We paused then for lunch, and when we resumedThe Scotsman James Maxwell spoke next to the room“My life’s work, good people, has been from the start

To make One what had been distinct and apartAnd though from Sir Isaac great things we’ve heard

To prove Light’s a wave, as Young has averred!”

Our Host called out “Einstein!”, and all sat in aweAs this greatest of Scientists now took the floorBowing to Maxwell he acknowledged his Proof

But turning to Newton, cried “You have the Truth!For how can a wave such as Fresnel so likes

Cause electrons to fly from a surface it strikes?

Our Host called out “Einstein!”, and all sat in aweAs this greatest of Scientists now took the floorBowing to Maxwell he acknowledged his Proof

But turning to Newton, cried “You have the Truth!For how can a wave such as Fresnel so likes

Cause electrons to fly from a surface it strikes?

Einstein won the Nobel prize for his work on the photoelectric effect, not for his far better known work on relativity. In 1915, (the year in which the General

Theory of Relativity, arguably the crowning achievement of human thought, was published) the

Nobel Prize for Physics was awarded to Lawrence and William Bragg.

Sometimes the Nobel Committee does itself no favours.

We applauded his wit, yet were left sore confusedThis paradoxical Light left us greatly confused

Elusive in nature, both wanton and shyBut then came Niels Bohr with a twinkling eye

“I Interpret it thusly” said he, with a smile“Not solid nor wave, but both all the while!”

The Solvay Conference of 1927, called to discuss the Copenhagen Interpretation of the quantum theory.
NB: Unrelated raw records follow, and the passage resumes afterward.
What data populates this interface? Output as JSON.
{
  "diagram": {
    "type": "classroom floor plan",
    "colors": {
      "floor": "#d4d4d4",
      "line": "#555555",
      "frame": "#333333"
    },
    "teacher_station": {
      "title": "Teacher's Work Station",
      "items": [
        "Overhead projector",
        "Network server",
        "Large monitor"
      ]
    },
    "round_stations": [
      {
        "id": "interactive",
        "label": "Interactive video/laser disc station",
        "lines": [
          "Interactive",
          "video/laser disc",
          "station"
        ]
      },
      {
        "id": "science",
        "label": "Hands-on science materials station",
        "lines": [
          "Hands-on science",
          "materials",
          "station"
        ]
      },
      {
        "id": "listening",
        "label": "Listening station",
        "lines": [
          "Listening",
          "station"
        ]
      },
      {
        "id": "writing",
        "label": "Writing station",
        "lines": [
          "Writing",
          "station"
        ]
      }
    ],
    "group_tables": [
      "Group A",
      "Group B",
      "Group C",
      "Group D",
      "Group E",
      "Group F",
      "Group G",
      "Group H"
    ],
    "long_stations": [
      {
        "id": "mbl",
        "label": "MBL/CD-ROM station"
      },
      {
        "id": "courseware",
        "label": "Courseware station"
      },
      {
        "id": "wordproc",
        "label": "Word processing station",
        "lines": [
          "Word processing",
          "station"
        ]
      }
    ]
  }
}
Among the attendees were

Einstein, Schrödinger, Heisenberg, Dirac, de Broglie, Bohr, Planck and Marie Curie.

This may be the most intelligent group photograph ever taken by a human being.

The wise men debated from the night to the mornFrom Gamow to Feynman, from Wigner to Born

The wise men debated from the night to the mornFrom Gamow to Feynman, from Wigner to Born

We heard things Uncertain, and too much of thatWe even debated the fate of a cat!

The wise men debated from the night to the mornFrom Gamow to Feynman, from Wigner to Born

We heard things Uncertain, and too much of thatWe even debated the fate of a cat!

And the conclusion we reached, by the Light of the sun?The great work of Physics is barely begun!